Other buildings in Tuol Sleng contain instruments and descriptions of torture, including water barrels, scorpion and centipede cages and electric cables. Elsewhere remain the tiny cells the prisoners were kept in, shackled to the floor. One block remains exactly as it was, the front of the building covered in barbed wire, a crudely made wooden gate for entry - the wire was to stop prisoners jumping from the upper terraces to kill themselves. On the third floor of one building I watched a documentary about the prison and the rule of Angkar. As well as featuring an interview with one of the only 9 survivors of the prison and a former guard, it focused on a couple of inmates there, a husband and wife, and interviewed their ancient relatives in remote parts of the country, who until the making of the film were never certain what happened to their son and daughter.
But perhaps the most terrifying indication of the brutality and horror of S-21 and the Khmer Rouge's years in power are the photographs of the prisoners.
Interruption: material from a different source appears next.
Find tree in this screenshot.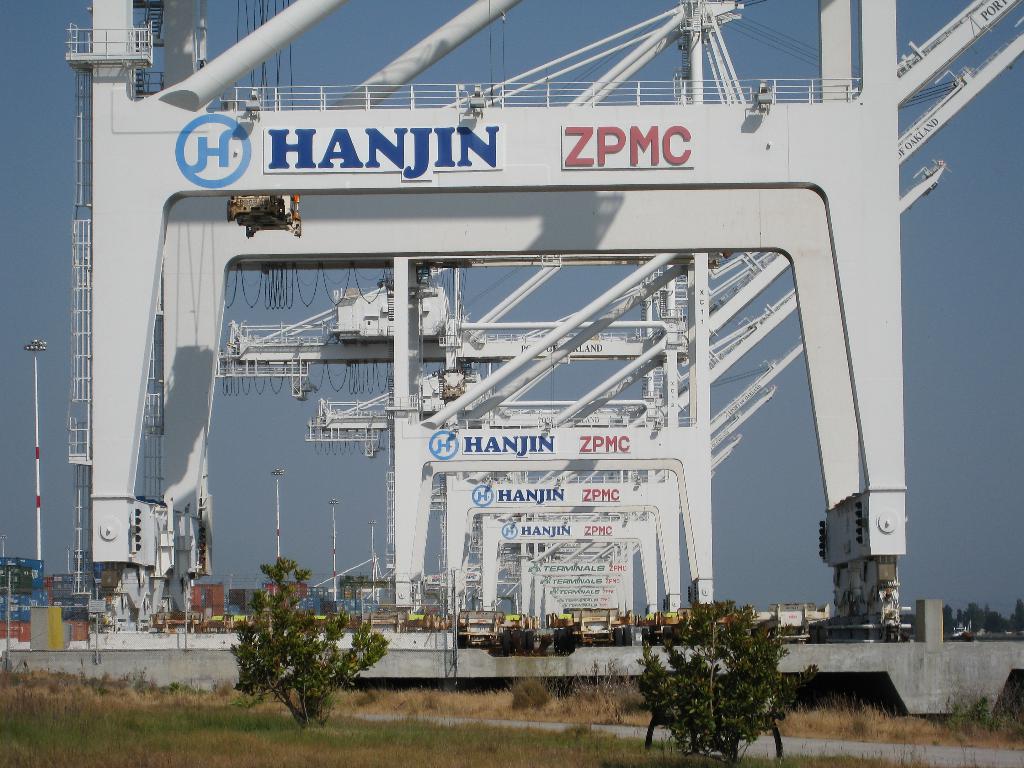
The bounding box for tree is detection(227, 553, 391, 720).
Over 10,000 people were incarcerated here, and their photos are arranged in part by gender and age. The faces stare at the camera, some in open terror, others confusion. A few squint into the light, their blindfolds obviously just having been removed. Many appear to puff their chest out to the camera. Closer examination reveals this is because their hands are tied tightly behind their backs, while their heads are pushed forward, kept upright with a special adapted contraption. A woman, the wife of a former minister, cradles her baby, and looks morosely into the lens. If you look closely you can see a tear trickling down her face. In one section are the pictures of children, heart-rending photos of scared or oblivious faces; all the little girls, like the women, have their hair cut at shoulder length, in accordance with Angkar's instructions - Pol Pot was an ardent supporter of Mao's China and ordered the women to cut their hair as the Chinese communists did. The regime killed whole families, including children, so no one could seek revenge.
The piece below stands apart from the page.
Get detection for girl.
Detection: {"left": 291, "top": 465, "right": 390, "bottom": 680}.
On other walls there are pictures of the foreigners tortured here, mostly businessmen caught out by the fall of Phnom Penh in 1975. Other foreigners include Vietnamese soldiers captured towards the end of the Khmer Rouge's reign - a beautiful Vietnamese soldier looks defiantly at her photographer. She is distinguishable as Vietnamese on account of her long hair.
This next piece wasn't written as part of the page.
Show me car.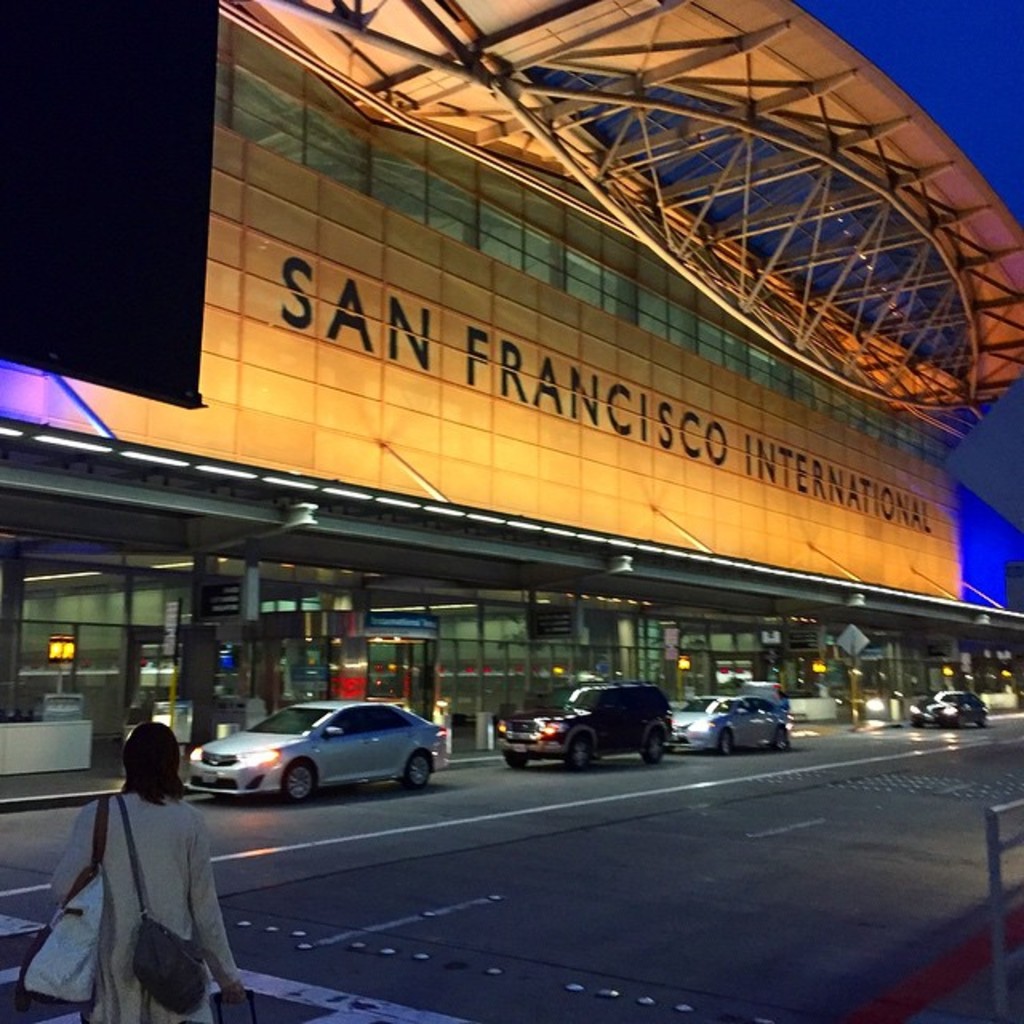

I went to Auschwitz a few years ago, a chilling place, despite the sunshine and the singing birds. But somehow here is more immediately horrifying. I'm not sure why. Perhaps it is because with unshaved heads, the Tuol Sleng victims are less dehumanised. Or maybe because this all happened so recently, or perhaps because this holocaust seems more base and earthy - most of the victims were bludgeoned to death with rifles or spades, sometimes sticks. This was to save ammunition.
In the evening, feeling sombre and also slightly chastened for my Rambo antics earlier in the day, I quietly ate a Khmer dish of fried rice and a pork sauce, which I had to eat with my hands. I chatted to the waitress as lightning silently flashed over the river.